Activity
For the entries below, return the line holding "Describe the element at coordinates (404, 590)" together with all lines after it, unchanged, and leave every picture out.
+++ Exercise data
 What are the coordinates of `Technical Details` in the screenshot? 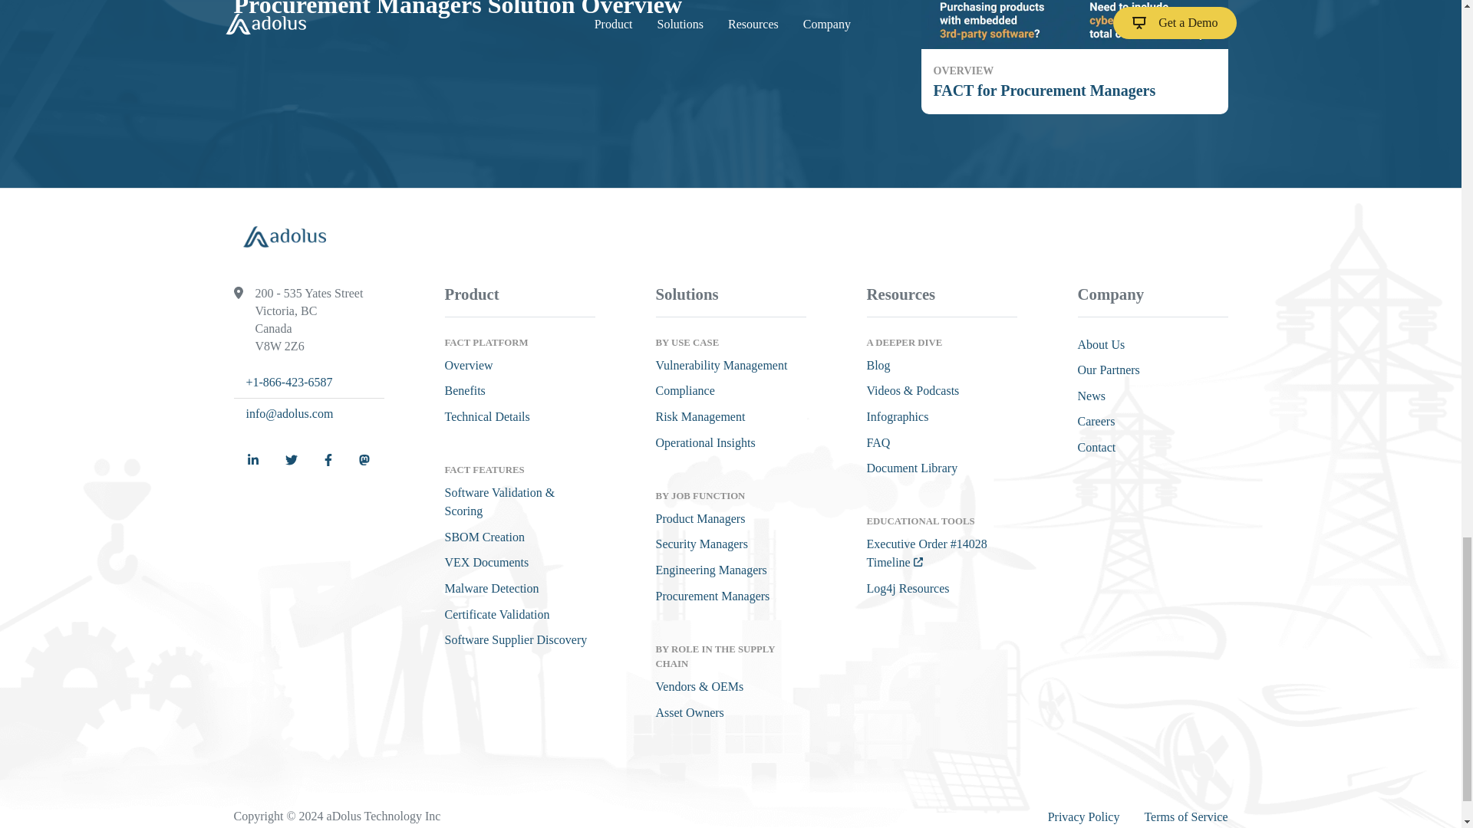 It's located at (487, 416).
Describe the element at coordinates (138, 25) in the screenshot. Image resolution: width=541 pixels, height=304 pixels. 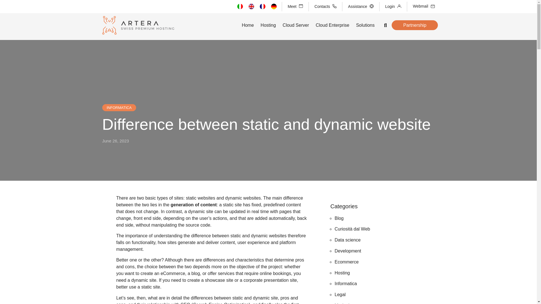
I see `logo-artera-1` at that location.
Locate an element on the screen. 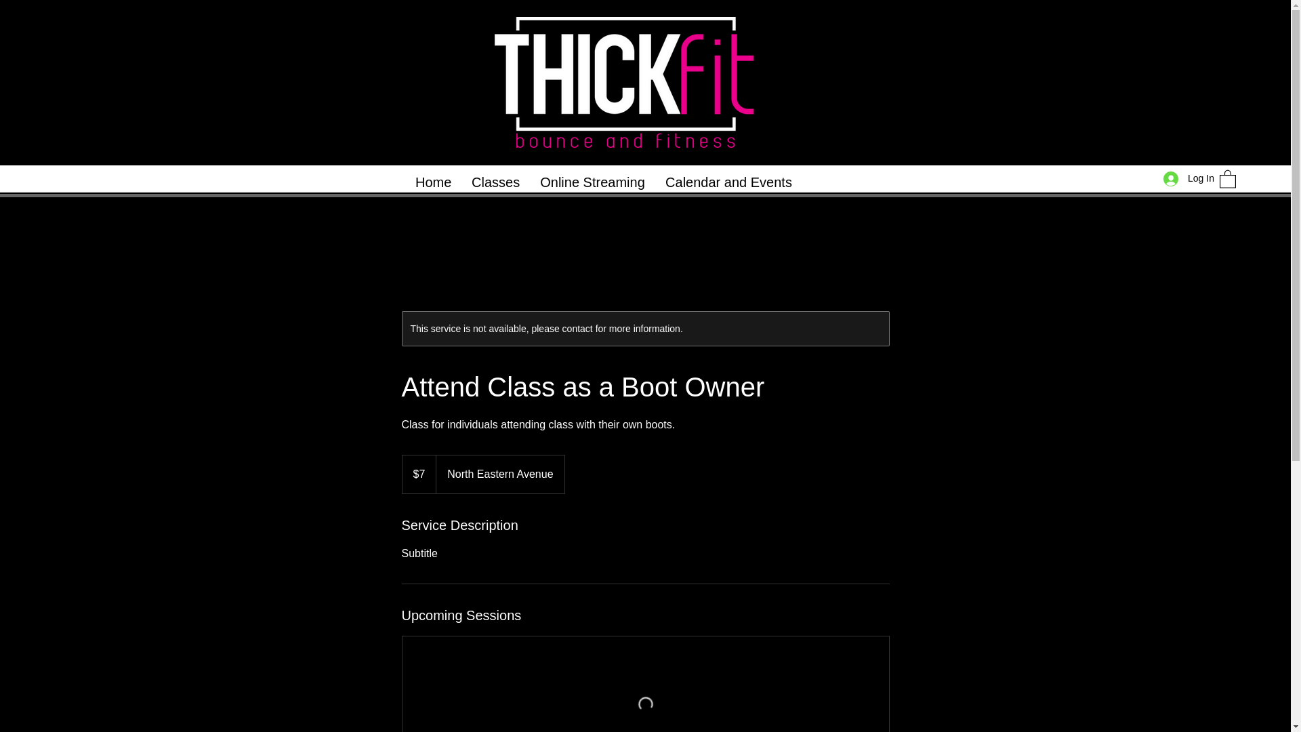  Home is located at coordinates (433, 182).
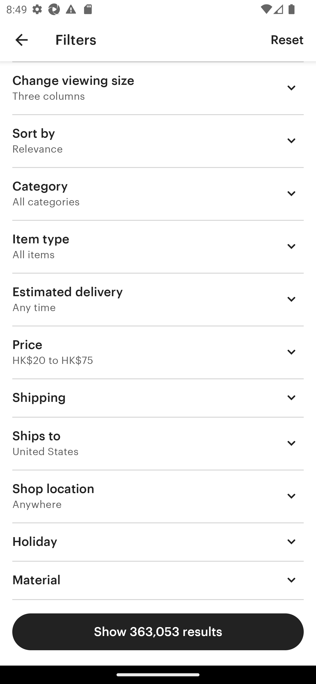  I want to click on Shop location Anywhere, so click(158, 496).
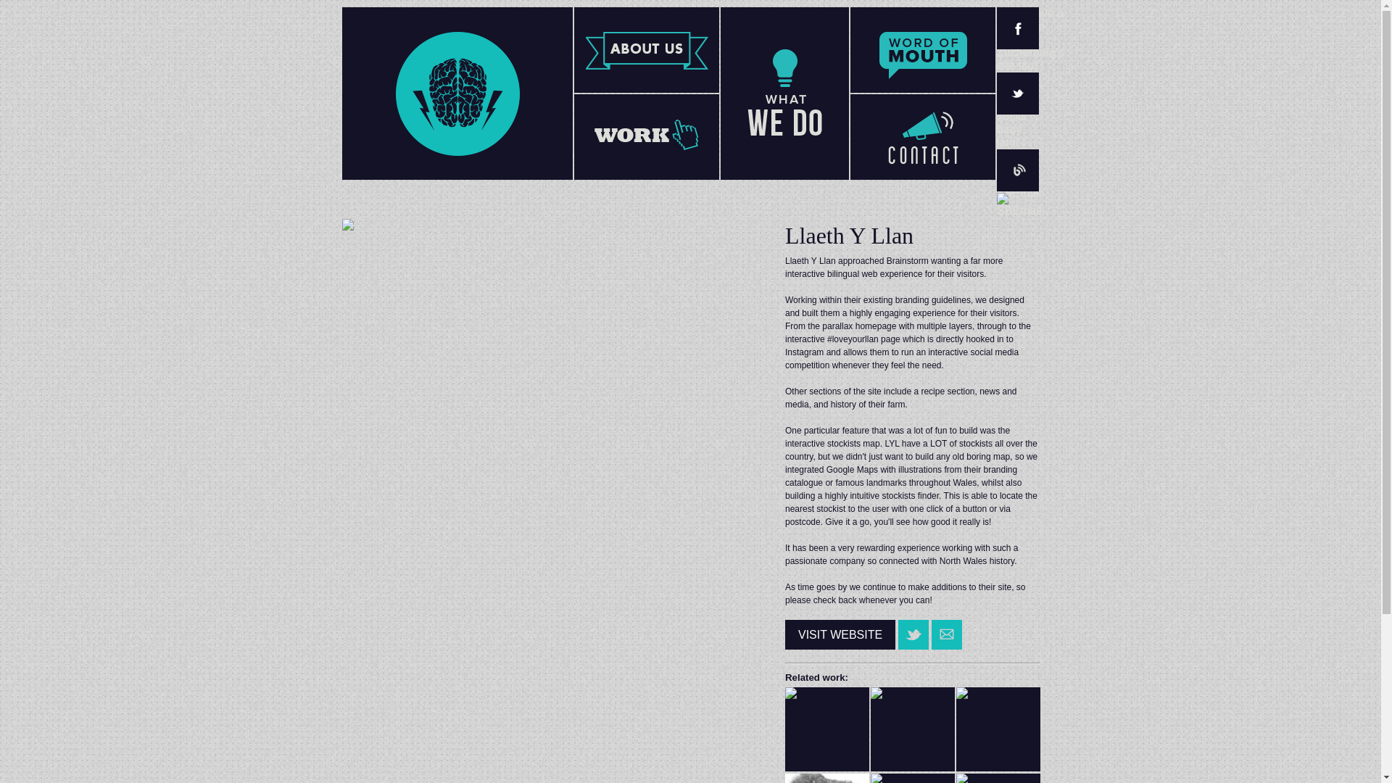 The width and height of the screenshot is (1392, 783). I want to click on Humphreys Signs Ordering, so click(998, 779).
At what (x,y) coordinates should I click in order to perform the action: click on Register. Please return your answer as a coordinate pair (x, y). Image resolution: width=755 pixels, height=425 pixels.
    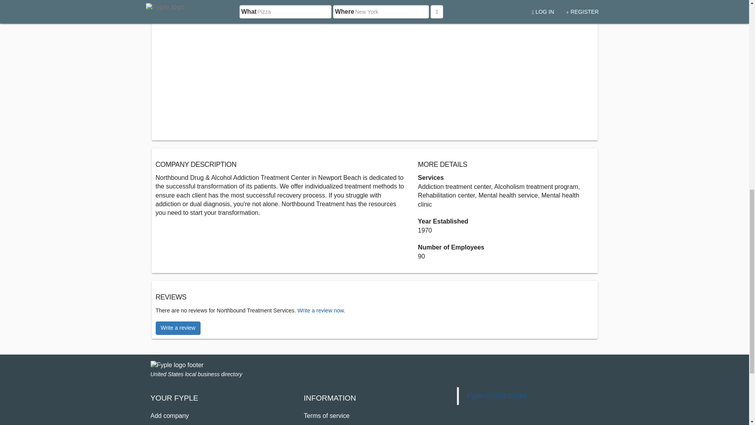
    Looking at the image, I should click on (162, 424).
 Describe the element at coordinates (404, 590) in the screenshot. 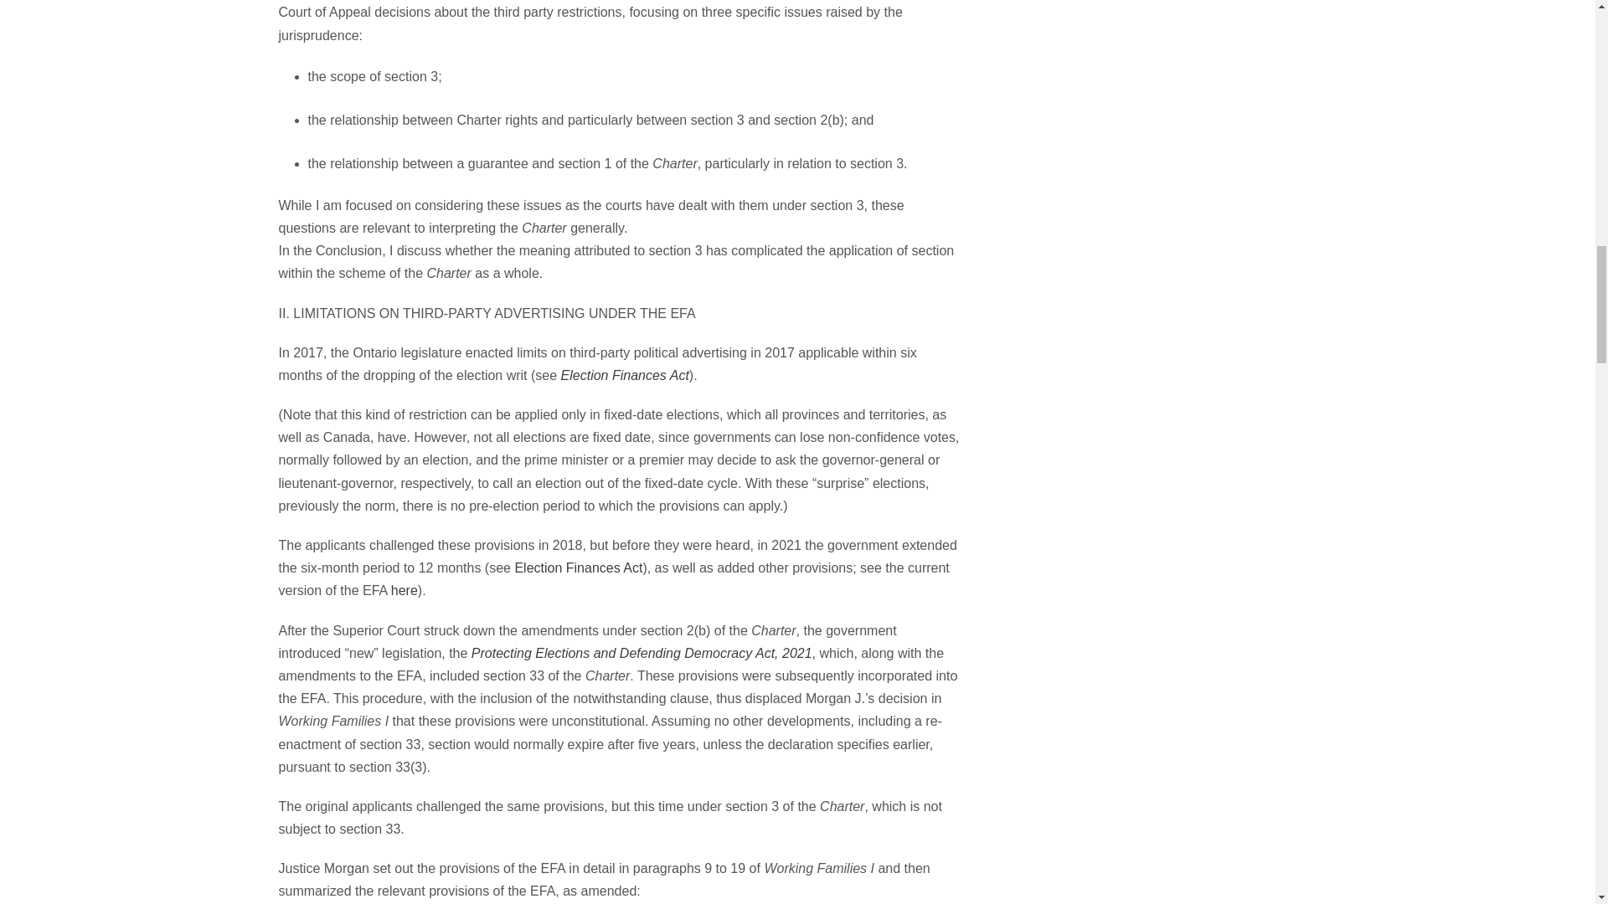

I see `here` at that location.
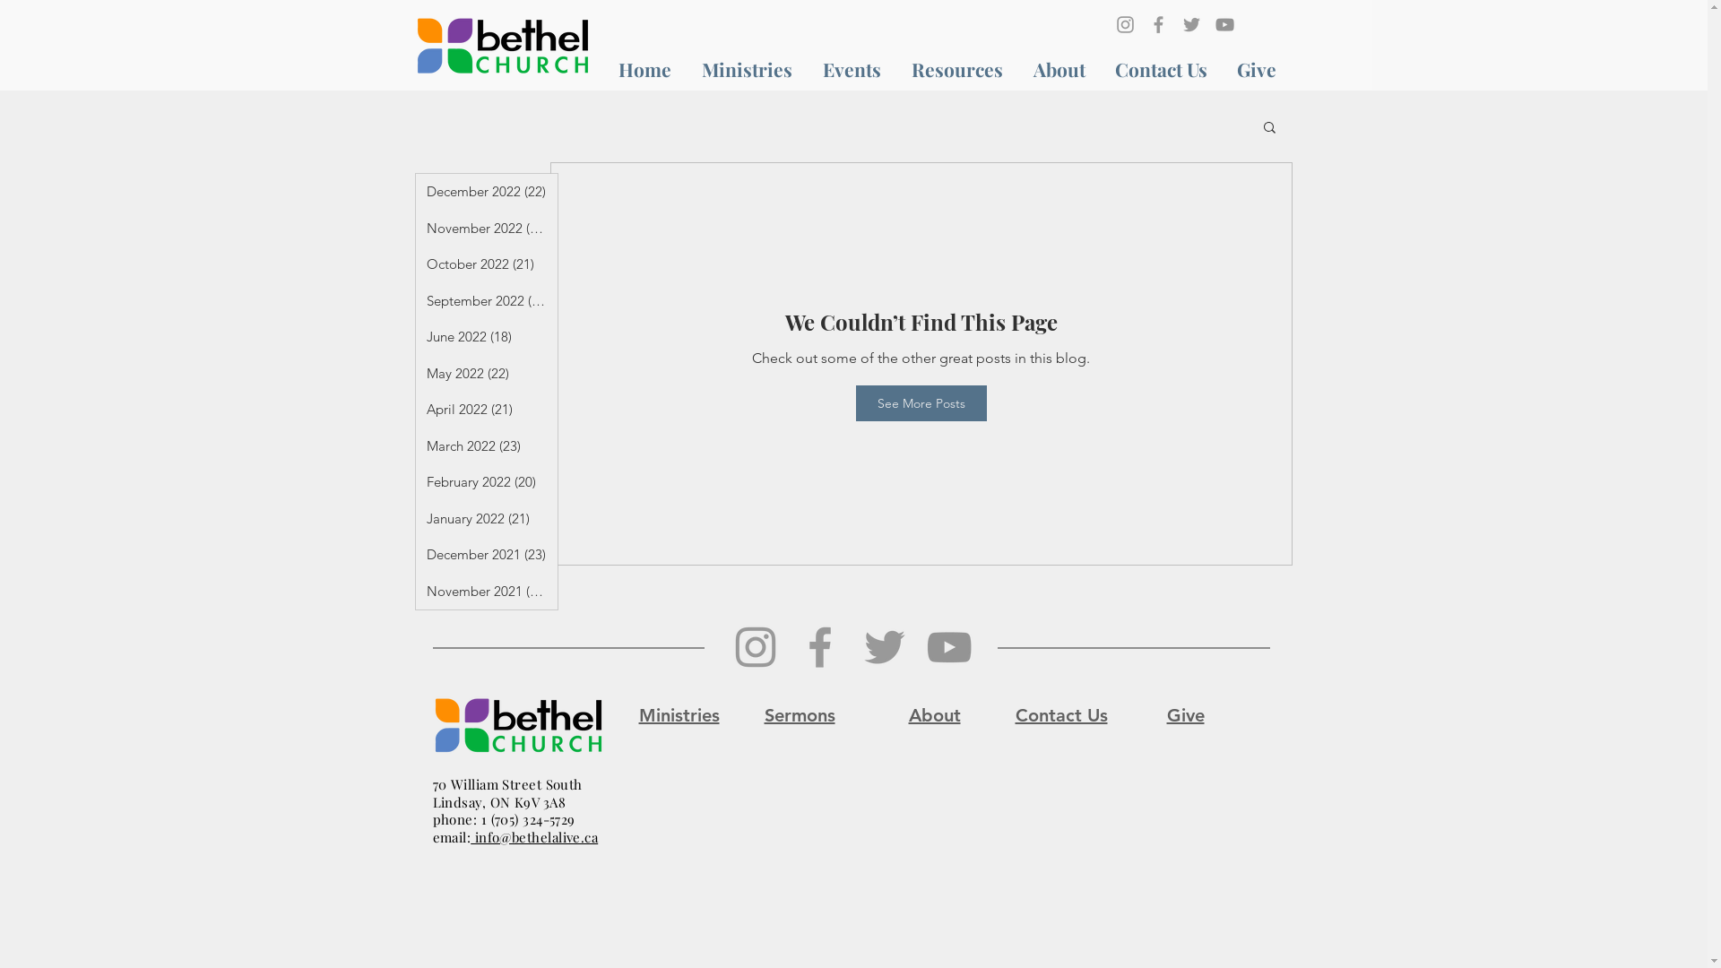  What do you see at coordinates (1162, 70) in the screenshot?
I see `Contact Us` at bounding box center [1162, 70].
++++++
Response to this task
 Describe the element at coordinates (404, 590) in the screenshot. 

I see `here` at that location.
  What do you see at coordinates (1162, 70) in the screenshot?
I see `Contact Us` at bounding box center [1162, 70].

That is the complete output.